Nor does the document address any measures to remediate the intrusion -
measures such as requiring those who wish to view whois to state, in writing on
a permanent record, the grounds and facts that create a need to view the
information, such as requiring that those who view whois to identify themselves
into a permanent record and authenticate that identity, such as publishing
statistics about how many times each viewer has examined whois, etc etc.


And missing from the voices in the document are the victims - the people
whose personal privacy is penetrated and whose families and lives could be, and
have been, harmed and endangered by ICANN's policies.  ICANN long ago
excluded the voice of the public.  But without that voice this document
must be considered vacuous, the product of systemic bias, and as nothing more
than an instance of Benjamin Franklin's two wolves and a lamb voting on what to
have for lunch.


The document makes claims based on some sort of notion of inertia deriving
from "historical uses" of whois.  I am one of those people who
have been part of the internet since the early 1970's.  My name is to be
found in many of the early versions of whois - such as the ARPAnet directories
from that era.  And I can state from my own experience that the original
purpose of such publications was a quasi-private roster of friends in a small
club and not a directory that was intended to be open to public access.  In
other words, the so-called history mentioned in the report is nothing more than
hearsay, gossip, and fantasy that diverges from the reality experienced by those
of us who were actually there.


On a minor note - the formatting of the document, in a word, sucketh. 
The business, registrar, ISP, and intellectual property constituency statements
are all headed by text in grand 20+pt font while the non-commercials are hidden
under a 12 point header that is lost in the numbering system.

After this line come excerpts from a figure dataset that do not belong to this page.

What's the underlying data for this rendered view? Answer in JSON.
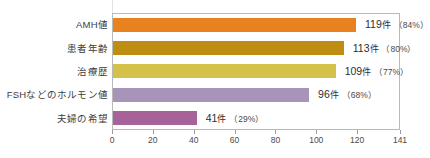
{
  "chart_data": {
    "type": "bar",
    "orientation": "horizontal",
    "title": "",
    "xlabel": "",
    "ylabel": "",
    "xlim": [
      0,
      141
    ],
    "grid": false,
    "legend": null,
    "xticks": [
      0,
      20,
      40,
      60,
      80,
      100,
      120,
      141
    ],
    "xtick_labels": [
      "0",
      "20",
      "40",
      "60",
      "80",
      "100",
      "120",
      "141"
    ],
    "categories": [
      "AMH値",
      "患者年齢",
      "治療歴",
      "FSHなどのホルモン値",
      "夫婦の希望"
    ],
    "values": [
      119,
      113,
      109,
      96,
      41
    ],
    "percents": [
      84,
      80,
      77,
      68,
      29
    ],
    "unit": "件",
    "colors": [
      "#E8821E",
      "#BE8E12",
      "#D4C14A",
      "#A794B8",
      "#A8629A"
    ],
    "bars": [
      {
        "category": "AMH値",
        "value": 119,
        "percent": 84,
        "color": "#E8821E",
        "value_text": "119",
        "unit_text": "件",
        "percent_text": "（84%）"
      },
      {
        "category": "患者年齢",
        "value": 113,
        "percent": 80,
        "color": "#BE8E12",
        "value_text": "113",
        "unit_text": "件",
        "percent_text": "（80%）"
      },
      {
        "category": "治療歴",
        "value": 109,
        "percent": 77,
        "color": "#D4C14A",
        "value_text": "109",
        "unit_text": "件",
        "percent_text": "（77%）"
      },
      {
        "category": "FSHなどのホルモン値",
        "value": 96,
        "percent": 68,
        "color": "#A794B8",
        "value_text": "96",
        "unit_text": "件",
        "percent_text": "（68%）"
      },
      {
        "category": "夫婦の希望",
        "value": 41,
        "percent": 29,
        "color": "#A8629A",
        "value_text": "41",
        "unit_text": "件",
        "percent_text": "（29%）"
      }
    ]
  }
}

As a whole, the document is worthless.  Only the Non-Commercial
constituency approaches the questions based on a principled analysis; the other
groups are simply making self-aggrandizing assertions.


I wonder - how many companies of the business constituency, lawyers of the
intellectual property constituency, and members of the other constituencies
would be willing to put their personal contact information and their company and
law-firm org-charts, and phone and address directories, up for anonymous public
browsing 24x7?  My guess is that the number would closely approximate
zero.  Yet these same people, who most likely stamp every one of their
company directories with non-disclosure labels, are the most willing to condemn
internet users to a hell that they themselves are not willing to endure.